2) Keeps negotiations calm when something goes wrong
When the deposit is not sitting with the seller, the seller is less likely to feel “entitled” to it, and the buyer doesn’t feel panicked.
That makes it easier to agree a short extension to cure a problem, rather than escalating immediately.
3) Makes “failure” outcomes predictable
Both parties know, from day one:
- what happens on delay,
- what happens on default,
- and who gets what money when.
Predictability is the real product.
4) Reduces the need for court action
In Greece, buyers can end up in claims involving specific performance (Art. 949) or earnest money rules.
In Cyprus, buyers may rely on contract deposit + specific performance pathways.
Escrow doesn’t remove legal rights, but it often avoids the dispute ever reaching that stage.
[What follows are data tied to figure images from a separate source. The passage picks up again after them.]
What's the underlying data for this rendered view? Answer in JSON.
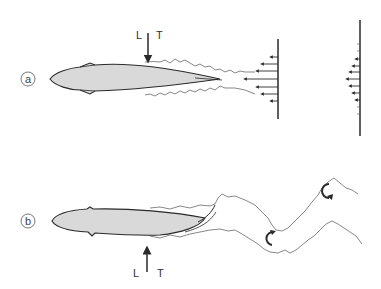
{
  "diagram": {
    "title": "",
    "colors": {
      "stroke": "#2a2a2a",
      "body_fill": "#d9d9d9",
      "wake_line": "#555555",
      "background": "#ffffff"
    },
    "panels": [
      {
        "id": "a",
        "label": "a",
        "force_arrow": {
          "direction": "down",
          "left_label": "L",
          "right_label": "T"
        },
        "description": "Streamlined body with straight wake; momentum profile arrows pointing left",
        "profiles": [
          {
            "name": "wake-velocity-profile",
            "arrow_count": 7
          },
          {
            "name": "far-wake-velocity-profile",
            "arrow_count": 7
          }
        ]
      },
      {
        "id": "b",
        "label": "b",
        "force_arrow": {
          "direction": "up",
          "left_label": "L",
          "right_label": "T"
        },
        "description": "Flexing body with undulating wake and two vortices",
        "vortices": [
          {
            "name": "vortex-lower",
            "rotation": "clockwise"
          },
          {
            "name": "vortex-upper",
            "rotation": "clockwise"
          }
        ]
      }
    ]
  }
}
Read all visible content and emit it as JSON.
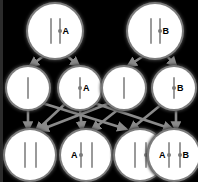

5) Speeds up genuine closings
Escrow can also release funds quickly when the conditions are met—because both parties prepared the evidence pack in advance.
A “good” escrow structure for property deposits
1) Define the escrow agent and account
- Stakeholder lawyer client account, regulated escrow provider, or bank escrow (as appropriate)
2) Define release milestones (objective evidence)
Release to seller only when ALL are true:
- Contract signed and enforceable
- Buyer funds confirmed
- Required pre-completion documents received (e.g., releases/clearances)
- Settlement completed (or deed executed/registrable steps satisfied)
Refund to buyer if ANY occur:
- Due diligence fails on defined red flags
- Seller fails to satisfy defined deliverables by the completion date + cure period
- Long-stop date passes
- Seller repudiation/no-show
3) Define the cure process
- Cure notice timeline (e.g., 5–10 business days)
- What counts as “cure” (evidence list)
- Automatic refund if not cured
4) Define dispute handling
- Funds remain held pending written agreement or court order
- Costs allocation rules (to deter frivolous disputes)
5) Align escrow with local registry protections
- Cyprus: include a milestone requiring proof the Sale Contract was deposited with DLS where relevant (and retain the receipt).
- Greece: align milestones to notary’s electronic transfer file and parties’ authorisations (so settlement doesn’t fail due to missing approvals).
How REXE fits in
Escrow works best when the transaction is run like a structured workflow, not like an email thread.
REXE helps by:
- assigning owners for each deliverable (buyer/lawyer/notary/agent/seller),
- tracking evidence required for escrow releases,
- storing receipts and proof (e.g., Cyprus DLS contract deposit receipt),
- and keeping a clean audit trail that prevents “missing document” delays.